Bill Belichick’s dad Stephen was a longtime assistant college coach, and the Patriots’ coach has hired both of his sons as assistants in New England.

Most recently, the Carolina Panthers hired Norv Turner to serve as their offensive coordinator. His staff now includes his son (QBs coach), his brother (offensive consultant), and his nephew (assistant QBs coach).

It’s understandable that a coach might want his son to have the opportunity to follow in the family business; football certainly isn’t the only industry where that happens. You can argue that coaches’ sons grow up learning football, and know and hang out with players from a young age, and those are sort of qualifications. It certainly doesn’t hurt to have a close connection to an experience NFL coach who can give you advice at any time.

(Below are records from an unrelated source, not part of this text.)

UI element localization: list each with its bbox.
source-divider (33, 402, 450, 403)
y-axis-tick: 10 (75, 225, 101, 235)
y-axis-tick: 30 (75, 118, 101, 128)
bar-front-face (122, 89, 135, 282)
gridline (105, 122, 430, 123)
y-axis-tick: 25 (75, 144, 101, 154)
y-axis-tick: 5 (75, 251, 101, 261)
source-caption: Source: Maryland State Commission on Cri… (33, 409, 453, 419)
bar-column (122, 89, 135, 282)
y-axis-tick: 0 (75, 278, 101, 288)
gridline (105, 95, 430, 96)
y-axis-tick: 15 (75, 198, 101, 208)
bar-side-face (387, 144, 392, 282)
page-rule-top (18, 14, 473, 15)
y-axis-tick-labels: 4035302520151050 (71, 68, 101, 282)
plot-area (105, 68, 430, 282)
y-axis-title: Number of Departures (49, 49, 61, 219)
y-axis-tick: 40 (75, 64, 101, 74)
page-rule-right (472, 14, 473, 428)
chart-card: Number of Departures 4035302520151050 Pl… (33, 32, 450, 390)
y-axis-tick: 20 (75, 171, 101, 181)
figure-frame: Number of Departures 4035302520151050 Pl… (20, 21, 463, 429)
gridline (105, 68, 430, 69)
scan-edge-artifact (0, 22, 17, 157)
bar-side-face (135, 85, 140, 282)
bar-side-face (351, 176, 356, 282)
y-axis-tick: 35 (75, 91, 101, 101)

But it’s hard to ignore how much this practice creates a closed circle that excludes both minorities and original thinkers from the coaching ranks. Football is notorious for strategic conservatism, and there’s no doubt that second and third generation coaches are a major reason for that.

While some legacy coaches have been very successful, others are problematic (Lane Kiffen) or have long careers despite being mediocre at best (Rex and Rob Ryan). On the other hand, the most relentlessly mediocre coach in recent history (Jeff Fisher) had a painfully long career without any nepotism at all.

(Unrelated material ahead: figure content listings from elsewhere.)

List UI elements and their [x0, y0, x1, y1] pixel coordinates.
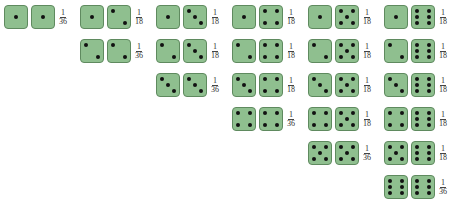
dice-pair: 118: [384, 73, 447, 97]
dice-pair: 118: [308, 39, 371, 63]
pip: [400, 179, 404, 183]
dice-pair: 136: [156, 73, 219, 97]
pip: [199, 21, 203, 25]
pip: [427, 117, 431, 121]
pip: [400, 123, 404, 127]
pip: [394, 83, 398, 87]
pip: [427, 89, 431, 93]
probability-fraction: 118: [363, 43, 371, 60]
fraction-denominator: 18: [439, 52, 447, 60]
pip: [187, 43, 191, 47]
pip: [248, 111, 252, 115]
pip: [351, 111, 355, 115]
dice-pair: 118: [308, 73, 371, 97]
die-face-four-icon: [259, 39, 283, 63]
pip: [427, 111, 431, 115]
pip: [339, 43, 343, 47]
pip: [123, 55, 127, 59]
die-face-four-icon: [232, 107, 256, 131]
fraction-denominator: 36: [363, 154, 371, 162]
probability-fraction: 118: [439, 43, 447, 60]
die-face-three-icon: [183, 5, 207, 29]
pip: [345, 49, 349, 53]
probability-fraction: 118: [287, 43, 295, 60]
die-face-six-icon: [384, 175, 408, 199]
probability-fraction: 118: [363, 9, 371, 26]
fraction-denominator: 18: [363, 120, 371, 128]
pip: [351, 55, 355, 59]
pip: [84, 43, 88, 47]
pip: [415, 123, 419, 127]
probability-fraction: 118: [439, 111, 447, 128]
probability-fraction: 136: [211, 77, 219, 94]
probability-fraction: 136: [135, 43, 143, 60]
die-face-one-icon: [384, 5, 408, 29]
pip: [242, 83, 246, 87]
pip: [427, 15, 431, 19]
pip: [275, 43, 279, 47]
pip: [415, 185, 419, 189]
pip: [427, 77, 431, 81]
dice-pair: 118: [232, 39, 295, 63]
pip: [427, 49, 431, 53]
pip: [351, 123, 355, 127]
pip: [187, 9, 191, 13]
dice-pair: 118: [232, 5, 295, 29]
pip: [415, 179, 419, 183]
pip: [236, 123, 240, 127]
die-face-one-icon: [80, 5, 104, 29]
fraction-denominator: 18: [363, 18, 371, 26]
fraction-denominator: 18: [135, 18, 143, 26]
die-face-five-icon: [335, 73, 359, 97]
dice-pair: 118: [384, 141, 447, 165]
die-face-five-icon: [335, 39, 359, 63]
pip: [248, 123, 252, 127]
die-face-five-icon: [384, 141, 408, 165]
die-face-six-icon: [411, 5, 435, 29]
pip: [312, 43, 316, 47]
pip: [324, 89, 328, 93]
fraction-denominator: 18: [439, 154, 447, 162]
probability-fraction: 136: [287, 111, 295, 128]
die-face-two-icon: [107, 5, 131, 29]
probability-fraction: 118: [287, 9, 295, 26]
pip: [400, 191, 404, 195]
pip: [263, 43, 267, 47]
pip: [111, 43, 115, 47]
pip: [263, 21, 267, 25]
probability-fraction: 118: [211, 9, 219, 26]
die-face-six-icon: [411, 107, 435, 131]
pip: [427, 83, 431, 87]
pip: [324, 55, 328, 59]
pip: [166, 83, 170, 87]
pip: [160, 43, 164, 47]
pip: [96, 55, 100, 59]
pip: [41, 15, 45, 19]
pip: [275, 123, 279, 127]
pip: [324, 145, 328, 149]
pip: [14, 15, 18, 19]
fraction-denominator: 36: [287, 120, 295, 128]
dice-pair: 136: [4, 5, 67, 29]
pip: [394, 151, 398, 155]
pip: [400, 55, 404, 59]
pip: [400, 157, 404, 161]
die-face-four-icon: [259, 73, 283, 97]
pip: [427, 55, 431, 59]
probability-fraction: 118: [439, 145, 447, 162]
pip: [199, 89, 203, 93]
pip: [345, 151, 349, 155]
pip: [193, 49, 197, 53]
fraction-denominator: 18: [287, 18, 295, 26]
pip: [415, 151, 419, 155]
fraction-denominator: 18: [211, 52, 219, 60]
pip: [388, 123, 392, 127]
pip: [111, 9, 115, 13]
pip: [339, 111, 343, 115]
fraction-denominator: 18: [363, 86, 371, 94]
pip: [263, 77, 267, 81]
pip: [415, 89, 419, 93]
pip: [400, 111, 404, 115]
pip: [351, 157, 355, 161]
pip: [427, 179, 431, 183]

Kyle Shanahan followed both paths into coaching, as a wide receiver for two years at Texas whose father Mike was a longtime, successful NFL coach.

To his credit, the 49ers coach worked his way up as methodically as any grinder; he coached for one year in college and six in the NFL before he went to Washington to work for his father. (His four years at Houston, though, were working for his father’s former offensive coordinator Gary Kubiak.)

Clearly Shanahan earned his head coaching job honestly, leading Atlanta’s offense to the Super Bowl with what many felt was the most innovative offense in the NFL. But if a coach dad is the main path to coaching on Sundays, how will people of color ever get a shot?

Does Kyle Shanahan show that coaching nepotism isn’t that bad? Or is he the talented and hard working exception who shows how weak the others are, by comparison? What do you think?